"There is a crack in everything, that's how the light gets in"
(Leonard Cohen)
"Ignore all proffered rules and create your own, suitable for what you want to say"
(Michael Moorcock)
"Look for your own. Do not do what someone else could do as well as you. Do not say, do not write what someone else could say, could write as well as you. Care for nothing in yourself but what you feel exists nowhere else. And, out of yourself create, impatiently or patiently, the most irreplaceable of beings."
(Andre Gide)

"I want my place, my own place, my true place in the world, my proper sphere, my thing which Nature intended me to perform when she fashioned me thus awry, and which I have vainly sought all my life-time."
(Nathaniel Hawthorne)
“A book must be the axe for the frozen sea within us.”
(Franz Kafka)
"All mankind is of one author, and is one volume; when one man dies, one chapter is not torn out of the book, but translated into a better language; and every chapter must be so translated"
(John Donne)
“Never attribute to malice that which is adequately explained by stupidity.”
(Robert J. Hanlon)
"Life is beautiful, but the world is hell"
(Harold Pinter)

Thursday, July 28, 2011

Facing Debtgeddon

EXTRACT: Yet the clock is ticking, and if an agreement to raise the US debt limit - or some other sort of deal - is not reached by August 2, then the US will suffer a catastrophic default and the US treasury will run out of money to pay ‘non-essential’ bills and wages (schools, parks, libraries, etc).

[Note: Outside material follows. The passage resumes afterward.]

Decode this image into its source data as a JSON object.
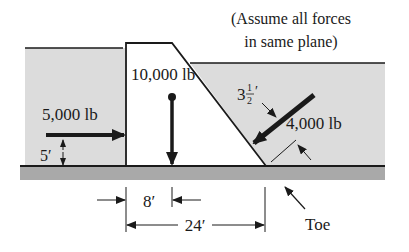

An occurrence that would have seemed unimaginable only a few months ago. Such a default would lead to interest rate rises and, disastrously, the possible downgrading of the US’s triple-A status with the credit rating agencies - according to Standard and Poor, there is a “50-50 chance” of that happening over the next few months. Such an eventuality could send the entire US economy into a deep recession, and would set off an almost immediate global chain reaction effect: it could even herald an unprecedented economic slump. Thanks to the dual debt crisis, we are now facing what some have called ‘eurogeddon’ and ‘dollargeddon’. They might not be exaggerating.
In which case, British chancellor George Osborne can wave goodbye to his ‘recovery’ plans - already turning to dust. The preliminary GDP estimate for April to June showed the economy growing by a mere 0.2%. Although this was slightly better than some of the gloomier forecasts, it is rather lower than the 0.5% growth seen in the first quarter, which came after a 0.5% decline in the fourth quarter of last year. Rather unpersuasively, to put it mildly, the Office for National Statistics attributed some of the “weakening in growth” to a range of one-off events: the royal wedding, the additional bank holiday, the unusually warm April, the impact of the Japanese tsunami on global supply chains ... Excuses, excuses - not for nothing has Ed Balls, the shadow chancellor, accused Osborne and the government of being in a state of “total denial” about the economy.